Золото не говорит, да много творит.
Gold doesn’t say much, but it does a lot.
There is a vein of gold running through this issue of Russian Life. I don’t mean that as a comment on the quality of this issue – after all, we seek to make every issue of this magazine as “good as gold.” What I mean, instead, is that the content of this issue is full of gold.
The mineral is closest to the surface in Alexei Dmitriev’s excellent piece on gold mining in Kolyma (page 50). It is a story about desperation and hope adrift in the Siberian sea, on an island manufactured 70 years ago by the Gulag. It is about lives and businesses entombed in a monomaniacal pursuit of a strange yellow metal.
Our forecast of Russia’s Summer Olympics prospects (page 29) is also about people wrapped up in an all-encompassing pursuit of gold. But in this case the mineral is a symbol of excellence and not an end unto itself. And, if our correspondent is correct, it looks as if Russia is set to bring home a healthy lode of gold this summer. One cannot help wondering if any of it will have been mined in Kolyma.
In our other stories, the presence of gold is more figurative. Of course, in the 240-year-old Hermitage (article, page 45), there is plenty of real gold. But Polina Fomina’s article is about something different, about how this amazing museum has become an institution central to Russian culture, a gilded ark afloat in the sea of Russian society.
Which brings us to our articles on the Chelyuskin and the Bear Whisperers. These seemingly very different pieces are actually both about the same “golden” character traits: heroism, bravery and dogged persistence in the saving of lives.
The amazing episode of the Chelyuskin (page 42) is not easily found in history books. I had never come across this story before the author proposed it to us. And then (the way these things happen), a month before this issue was going to press, I visited a Moscow photo exhibit on photomontage in the 1930s. There, I was delighted to see several interesting works integrating the Chelyuskin heroes.

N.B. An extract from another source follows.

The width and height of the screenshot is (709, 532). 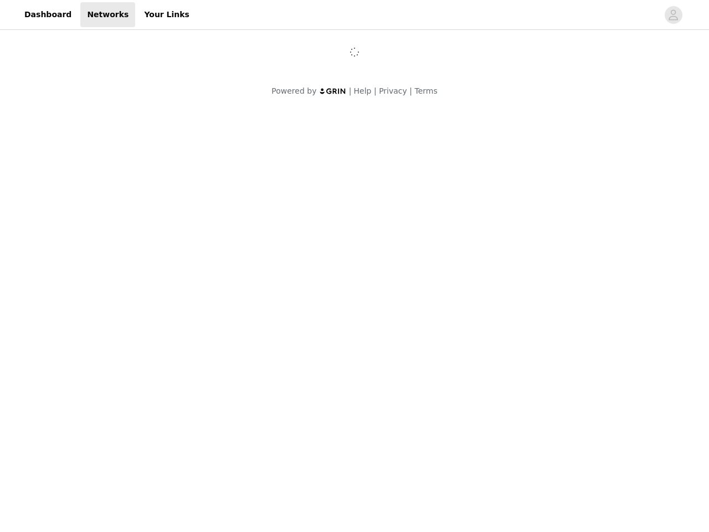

Hero stories like those about the bear-whispering Pazhetnovs (page 37) are even harder to find out about. So many people are working quietly and tirelessly to save a species or a habitat or a resource threatened by civilization’s excess. And so few of them get recognized. It is strange how we glorify billionaires, Olympic gold medalists or winners of the Paris Open, but we rarely give credit or acclaim (or gold medals) to those who are working single-mindedly to make sure there are bears around (outside of zoos) for our grandchildren to see.
But even if there are bears, not all of us will see them. Not everyone will be able to experience first-hand the impressive swooping dive of a goshawk, or the majestic prowl of a Siberian tiger. Which makes the art of Vadim Gorbatov (page 22) a treasure we should cherish as if it were gold.
But enough from me. As Russians say, “words are silver, but silence is golden.”
Enjoy the issue, and I hope to see many of you at our Taste of Russia Festival this September (see page 1 for more info).
Russian Life is a publication of a 30-year-young, award-winning publishing house that creates a bimonthly magazine, books, maps, and other products for Russophiles the world over.